The town of course contains abundant matters of interest, but is in itself perhaps less attractive to the passing visitor than those higher up the Ouse. But the river itself, now increased considerably here, makes the finest display of all, skirting the houses in wider current and spanned by a bridge of six arches very like its fellow at Huntingdon. Two of the arches are of only Queen Anne date, but the others are lost in the mists of time. The special feature of the bridge, however, is a curious sexagonal chapel of apparently four stories and one room thick. It was originally a chapel, but since the Dissolution has served in many capacities—even that of a public-house—and is now a private dwelling. At the end of the bridge is an ancient Tudor building once the Manor House. Altogether the bridge at St. Ives with its fine swell of waters, its old quays and gable ends on one bank and pendent trees on the other, with the view upstream over spreading meadows and down-stream towards the spacious fen lands, is a notable one, a paradise for oarsmen and the joy of the bottom fisher. In the market-place of St. Ives, too, stands a statue to Cromwell on the strength of his long residence here and general association with the neighbourhood. Many, no doubt, of those who formed the early companies and troops of the “New Model” came from St. Ives. The parish church is a fine specimen of the Decorated style, while its tower has had the unusual experience of losing two spires by wind and collapse in quite modern times.

One is here at the very edge of Cambridgeshire, and well on towards the fen country. The Ouse below St. Ives is no longer confined to its natural course, but canalised and manipulated in various ways for drainage purposes of this great far-reaching fen-land.

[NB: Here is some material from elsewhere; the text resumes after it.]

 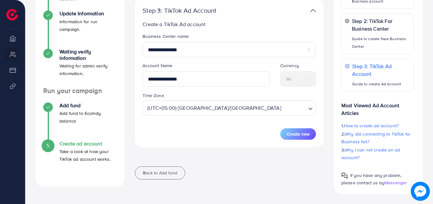 What do you see at coordinates (313, 11) in the screenshot?
I see `img: TikTok partner` at bounding box center [313, 11].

It is about 15 miles from here to Ely by road, and the journey along it takes the traveller into another kind of country from the ordinary grass and fallow and timbered hedgerow, sometimes flat and sometimes undulating through which the Ouse has hitherto meandered.


THE OUSE, NEAR HOLYWELL, HUNTINGDONSHIRE

It must be conceded that the fen country is forbidding. No doubt it has its compensating moments and aspects, but the intervals of waiting for them must be oppressive. Enthusiasts may be heard anon chanting its praises (theoretically) even as a region of permanent abode, but there is not a little posing nowadays in such matters. In the Middle Ages in the dead of winter the fen country must have been imposing; but the fen from St. Ives to Ely in the height of summer, with its continuously unfenced cultivation, its ever-recurring grain-fields, its lack of wood and of English landscape-graces generally, is very depressing. It is most interesting, however, to watch the isle of Ely rising out of the fat levels and drawing gradually nearer till the road itself at last rises on to it, and the beautiful Cathedral, lifted high above the fen-land and above the East Anglian levels that are not fen, looks southward to where the striking mass of King’s Chapel rises beneath the faint smoke-cloud which marks the famous town of Cambridge.

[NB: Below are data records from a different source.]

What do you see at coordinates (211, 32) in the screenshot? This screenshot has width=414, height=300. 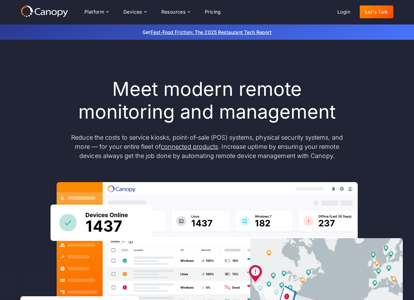 I see `a: Fast-Food Friction: The 2025 Restaurant Tech Report` at bounding box center [211, 32].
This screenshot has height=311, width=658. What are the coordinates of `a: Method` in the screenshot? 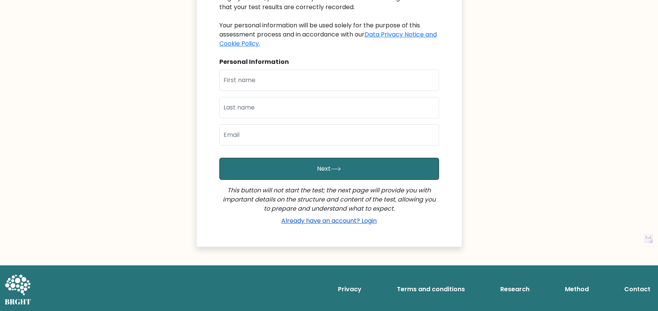 It's located at (577, 289).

We meet the Ouse again at Ely. Since University rowing began it has been associated with Cambridge as an object of pilgrimage to enterprising oarsmen, and in a more professional way the time-honoured seat of the Annual race between the University trial eights. For I trust it is not necessary to remind the reader that the river Cam or Granta flows into the Ouse near Ely. At this preternaturally quiet and diminutive little cathedral town we must leave the Ouse to find its devious and much-bridled way to King’s Lynn and to the North Sea. Ely Cathedral is, of course, distinguished for the abundance of perfect Norman work that survives within it, while the old red brick episcopal palace contiguous to it, and the precincts generally, with their snug gardens and whispering leaves, are, as in such a place they should be, the veritable haunts of ancient peace.


THE STOUR, NEAR DEDHAM, ESSEX

INDEX

The references in black (bold) type refer to illustrations.

A, B, C, D, E, F, G, H, I, J, K, L, M, N, O, P, Q, R, S, T, U, V, W, Y.